Owning It Quotes (page 153)
The so-called Christian nations are the most enlightened and progressive ... but in spite of their religion, not because of it. The Church has opposed every innovation and discovery from the day of Galileo down to our own time, when the use of anesthetic in childbirth was regarded as a sin because it avoided the biblical curse pronounced against Eve. And every step in astronomy and geology ever taken has been opposed by bigotry and superstition. The Greeks surpassed us in artistic culture and...
Mark Twain
When a man asserts his independence and feels that now at last he's on his own. When you felt like that, then the very air seemed too crowded to breathe; a complete fulness seemed to be excluding you from a place which, nevertheless, you were unable to leave. But when you gave in to the thing, gave yourself up to it, there was no burden to be borne. It became not a load but a medium, a sort of splendour as of eatable, drinkable, breathable gold, which fed and carried you and not only poured...
C. S. Lewis
After Portia has trapped Shylock through his own insistence upon the letter of the law of Contract, she produces another law by which any alien who conspires against the life of a Venetian citizen forfeits his goods and places his life at the Doge’s mercy. […] Shakespeare, it seems to me, was willing to introduce what is an absurd implausibility for the sake of an effect which he could not secure without it: at the last moment when, through his conduct, Shylock has destroyed any sympathy we...
W. H. Auden
She imagines him imagining her. This is her salvation.
In spirit she walks the city, traces its labyrinths, its dingy mazes: each assignation, each rendezvous, each door and stair and bed. What he said, what she said, what they did, what they did then. Even the times they argued, fought, parted, agonized, rejoined. How they’d loved to cut themselves on each other, taste their own blood. We were ruinous together, she thinks. But how else can we live, these days, except in the midst of ruin?
Margaret Atwood
You call a star a star, and say it is just a ball of matter moving on a mathematical course. But that is merely how you see it. By so naming things and describing them you are only inventing your own terms about them. And just as speech is invention about objects and ideas, so myth is invention about truth.
Humphrey Carpenter
I have no fear of men, as such, nor of their books. I have mixed with them--one or two of them particularly-- almost as one of their own sex. I mean I have not felt about them as most women are taught to feel--to be on their guard against attacks on their virtue; for no average man-- no man short of a sensual savage--will molest a woman by day or night, at home or abroad, unless she invites him. Until she says by a look 'Come on' he is always afraid to, and if you never say it, or look it, he...
Thomas Hardy
How is it that, a full two centuries after Jane Austen finished her manuscript, we come to the world of Pride and Prejudice and find ourselves transcending customs, strictures, time, mores, to arrive at a place that educates, amuses, and enthralls us? It is a miracle. We read in bed because reading is halfway between life and dreaming, our own consciousness in someone else's mind.
A. Whitney Brown
... learning the knack of disconnecting her sense of smell, until she could switch it off like a radio and in the bland silence of its absence could drown in the sound of Nazarbaddoor’s hypnotic voice without having her reverie interrupted by the scent of sheep shit or Nazarbaddoor’s own frequent and extraordinary buffalo farts.
Salman Rushdie
I doubt very much if it is possible to teach anyone to understand anything, that is to say, to see how various parts of it relate to all the other parts, tohave a model of the structure in one's mind. We can give other peoplenames, and lists, but we cannot give them our mental structures; they mustbuild their own.
John Holt
You once said to me that I talk like a man in a book. I not only talk, but think and feel like one. I have spent my life in books; literature has deeply dyed my brain its own colour. This literary colouring is a protective one--like the brown of the rabbit or the checks of the quail--making it impossible for me to tell where literature ends and I begin.
Nathanael West
Understand this clearly: you can teach a man to draw a straight line, and to carve it; and to copy and carve any number of given lines or forms, with admirable speed and perfect precision; and you find his work perfect of its kind: but if you ask him to think about any of those forms, to consider if he cannot find any better in his own head, he stops; his execution becomes hesitating; he thinks, and ten to one he thinks wrong; ten to one he makes a mistake in the first touch he gives to his...
John Ruskin
The full meaning of a language is never translatable into another. We may speak several languages but one of them always remains the one in which we live. In order completely to assimilate a language it would be necessary to make the world which it expresses one's own and one never does belong to two worlds at once.
Maurice Merleau-Ponty
That brings me to the real reason for the title: Where does that which happens during reading a book take place? (...) Does not every reader, whether he wants it or not, bring (...) his own experiences and thoughts into the process of reading? (...) Is not every book a mirror in which the reader is reflected, whether he knows it or not? And is not every reader a mirror in which the book is reflected?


:: WHAT TO WORK ON ::
Pick out each line of the records that includes the string "Preseptal", and copy it.

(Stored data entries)
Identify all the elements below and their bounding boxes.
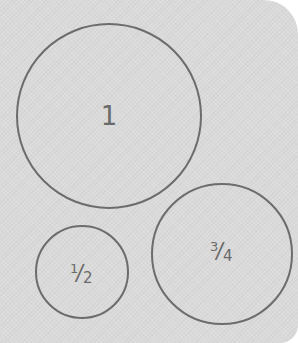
circle-half: 1 / 2	[35, 225, 129, 319]
circle-three-quarters: 3 / 4	[151, 183, 293, 325]
diagram-canvas: 1 1 / 2 3 / 4	[0, 0, 298, 343]
circle-one: 1	[16, 23, 202, 209]
circle-three-quarters-denominator: 4	[223, 249, 233, 264]
circle-three-quarters-label: 3 / 4	[210, 241, 234, 265]
circle-one-label: 1	[101, 103, 118, 129]
circle-half-label: 1 / 2	[70, 263, 94, 287]
circle-half-denominator: 2	[83, 271, 93, 286]
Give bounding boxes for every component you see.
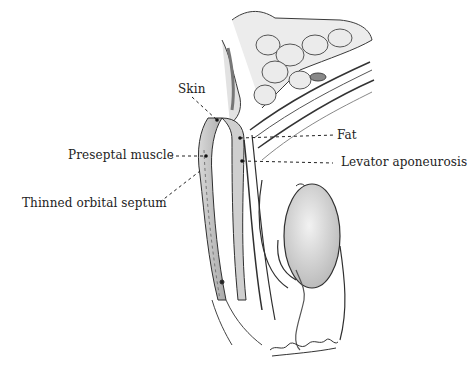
artist-signature (270, 339, 338, 356)
label-fat: Fat (337, 128, 357, 142)
anatomy-illustration: Skin Preseptal muscle Thinned orbital se… (0, 0, 472, 372)
eyelid-section (198, 118, 275, 345)
skin-leader (192, 97, 217, 120)
label-thinned-orbital-septum: Thinned orbital septum (22, 196, 167, 210)
label-levator-aponeurosis: Levator aponeurosis (341, 155, 467, 169)
levator-leader (242, 161, 333, 163)
label-preseptal-muscle: Preseptal muscle (68, 148, 174, 162)
eyelid-drawing (0, 0, 472, 372)
globe (259, 180, 345, 350)
label-skin: Skin (178, 82, 205, 96)
fat-leader (240, 135, 335, 138)
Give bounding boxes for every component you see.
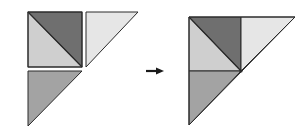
arrow-icon <box>146 68 164 75</box>
before-bottom-triangle <box>28 71 82 126</box>
after-group <box>189 17 295 125</box>
after-center-vertex <box>239 69 242 72</box>
diagram-canvas <box>0 0 304 135</box>
diagram-svg <box>0 0 304 135</box>
before-group <box>28 12 138 126</box>
before-right-triangle <box>86 12 138 67</box>
arrow-head <box>156 68 164 75</box>
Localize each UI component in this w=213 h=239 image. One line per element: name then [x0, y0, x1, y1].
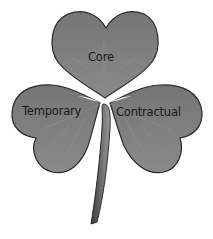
core-label: Core: [88, 50, 114, 64]
temporary-label: Temporary: [22, 104, 81, 118]
contractual-label: Contractual: [116, 105, 181, 119]
shamrock-diagram: [0, 0, 213, 239]
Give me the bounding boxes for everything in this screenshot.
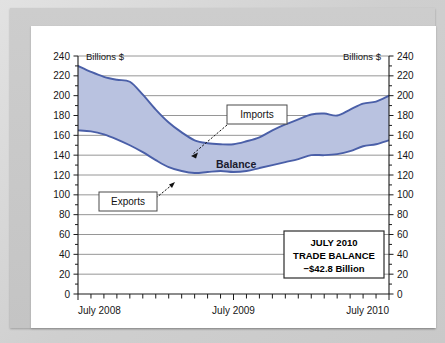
y-axis-tick-label-right: 220 [397, 70, 414, 81]
y-axis-tick-label-left: 0 [64, 289, 70, 300]
y-axis-tick-label-left: 60 [59, 229, 71, 240]
y-axis-tick-label-left: 160 [53, 130, 70, 141]
y-axis-tick-label-left: 100 [53, 189, 70, 200]
y-axis-tick-label-left: 220 [53, 70, 70, 81]
x-axis-tick-label: July 2009 [212, 305, 255, 316]
chart-plot-area: 240220200180160140120100806040200 240220… [31, 26, 436, 328]
y-axis-labels-right: 240220200180160140120100806040200 [397, 51, 414, 300]
y-axis-tick-label-left: 200 [53, 90, 70, 101]
summary-callout: JULY 2010 TRADE BALANCE −$42.8 Billion [284, 231, 384, 278]
y-axis-tick-label-right: 80 [397, 209, 409, 220]
y-axis-tick-label-right: 100 [397, 189, 414, 200]
summary-line-1: JULY 2010 [310, 237, 357, 248]
y-axis-labels-left: 240220200180160140120100806040200 [53, 51, 70, 300]
exports-callout-label: Exports [111, 196, 145, 207]
y-axis-tick-label-left: 180 [53, 110, 70, 121]
y-axis-tick-label-left: 120 [53, 170, 70, 181]
exports-arrowhead [169, 182, 175, 188]
y-axis-unit-left: Billions $ [86, 51, 125, 62]
summary-line-3: −$42.8 Billion [304, 263, 365, 274]
balance-band-label: Balance [216, 158, 256, 170]
y-axis-tick-label-left: 240 [53, 51, 70, 62]
imports-callout-label: Imports [240, 109, 273, 120]
x-axis-tick-label: July 2008 [78, 305, 121, 316]
y-axis-tick-label-right: 140 [397, 150, 414, 161]
chart-frame: 240220200180160140120100806040200 240220… [10, 8, 435, 328]
y-axis-tick-label-right: 120 [397, 170, 414, 181]
y-axis-tick-label-right: 160 [397, 130, 414, 141]
y-axis-tick-label-right: 60 [397, 229, 409, 240]
y-axis-unit-right: Billions $ [343, 51, 382, 62]
y-axis-tick-label-right: 40 [397, 249, 409, 260]
x-axis-labels: July 2008July 2009July 2010 [78, 305, 389, 316]
y-axis-tick-label-right: 240 [397, 51, 414, 62]
x-axis-tick-label: July 2010 [346, 305, 389, 316]
y-axis-tick-label-left: 40 [59, 249, 71, 260]
y-axis-tick-label-right: 180 [397, 110, 414, 121]
y-axis-tick-label-right: 200 [397, 90, 414, 101]
trade-balance-chart: 240220200180160140120100806040200 240220… [31, 26, 436, 328]
y-axis-tick-label-left: 140 [53, 150, 70, 161]
screenshot-root: 240220200180160140120100806040200 240220… [0, 0, 445, 343]
y-axis-tick-label-right: 0 [397, 289, 403, 300]
summary-line-2: TRADE BALANCE [293, 250, 375, 261]
y-axis-tick-label-right: 20 [397, 269, 409, 280]
chart-panel: 240220200180160140120100806040200 240220… [31, 26, 436, 328]
y-axis-tick-label-left: 80 [59, 209, 71, 220]
y-axis-tick-label-left: 20 [59, 269, 71, 280]
exports-annotation: Exports [99, 182, 175, 211]
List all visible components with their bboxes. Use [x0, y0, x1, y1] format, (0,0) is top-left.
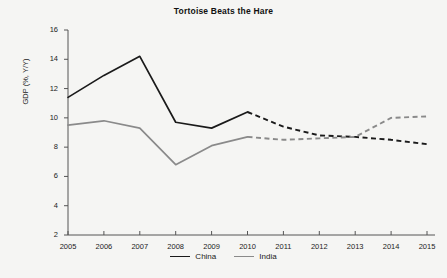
series-line-india-actual: [68, 121, 248, 165]
y-tick-label: 4: [36, 201, 58, 210]
x-tick-label: 2006: [87, 242, 121, 251]
legend-item-china[interactable]: China: [170, 252, 216, 261]
y-tick-label: 10: [36, 113, 58, 122]
y-tick-label: 16: [36, 25, 58, 34]
x-tick-label: 2015: [410, 242, 444, 251]
y-tick-label: 2: [36, 230, 58, 239]
x-tick-label: 2014: [374, 242, 408, 251]
x-tick-label: 2012: [302, 242, 336, 251]
x-tick-label: 2008: [159, 242, 193, 251]
x-tick-label: 2010: [231, 242, 265, 251]
gdp-line-chart: Tortoise Beats the Hare GDP (%, Y/Y) 246…: [0, 0, 447, 278]
y-tick-label: 6: [36, 171, 58, 180]
x-tick-label: 2011: [266, 242, 300, 251]
y-tick-label: 8: [36, 142, 58, 151]
y-tick-label: 12: [36, 84, 58, 93]
legend-label: India: [259, 252, 276, 261]
x-tick-label: 2013: [338, 242, 372, 251]
x-tick-label: 2009: [195, 242, 229, 251]
y-axis-title: GDP (%, Y/Y): [21, 91, 30, 105]
legend-item-india[interactable]: India: [234, 252, 276, 261]
chart-legend: ChinaIndia: [0, 252, 447, 261]
y-tick-label: 14: [36, 54, 58, 63]
legend-swatch-india: [234, 256, 254, 257]
series-line-china-actual: [68, 56, 248, 128]
x-tick-label: 2005: [51, 242, 85, 251]
plot-area: [0, 0, 447, 278]
legend-swatch-china: [170, 256, 190, 257]
legend-label: China: [195, 252, 216, 261]
chart-title: Tortoise Beats the Hare: [0, 6, 447, 16]
x-tick-label: 2007: [123, 242, 157, 251]
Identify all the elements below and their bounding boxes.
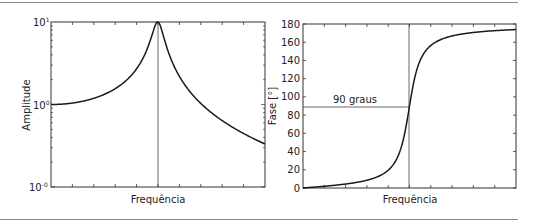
ytick-label: 0: [294, 183, 300, 194]
phase-ylabel: Fase [°]: [267, 87, 278, 125]
ytick-label: 60: [287, 128, 300, 139]
amplitude-plot: 101 100 10-0 Frequência Amplitude: [21, 16, 265, 205]
ytick-10e0: 100: [33, 99, 50, 111]
ytick-label: 80: [287, 110, 300, 121]
ytick-label: 20: [287, 164, 300, 175]
figure: 101 100 10-0 Frequência Amplitude 020406…: [0, 0, 536, 222]
ytick-label: 140: [281, 55, 300, 66]
ninety-degree-label: 90 graus: [333, 94, 377, 105]
ytick-label: 120: [281, 73, 300, 84]
phase-ytick-labels: 020406080100120140160180: [281, 19, 300, 194]
ytick-label: 180: [281, 19, 300, 30]
ytick-label: 40: [287, 146, 300, 157]
amplitude-ylabel: Amplitude: [21, 79, 32, 130]
amplitude-xlabel: Frequência: [131, 194, 186, 205]
phase-curve: [303, 30, 516, 188]
ytick-label: 100: [281, 91, 300, 102]
ytick-label: 160: [281, 37, 300, 48]
phase-xlabel: Frequência: [383, 194, 438, 205]
ytick-10e-1: 10-0: [29, 181, 48, 193]
phase-plot: 020406080100120140160180 90 graus Frequê…: [267, 19, 516, 206]
ytick-10e1: 101: [33, 16, 50, 28]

:: THE COMPLETED TASK ::
anatomy-illustration: Skin Preseptal muscle Thinned orbital se… (0, 0, 472, 372)
label-preseptal-muscle: Preseptal muscle (68, 148, 174, 162)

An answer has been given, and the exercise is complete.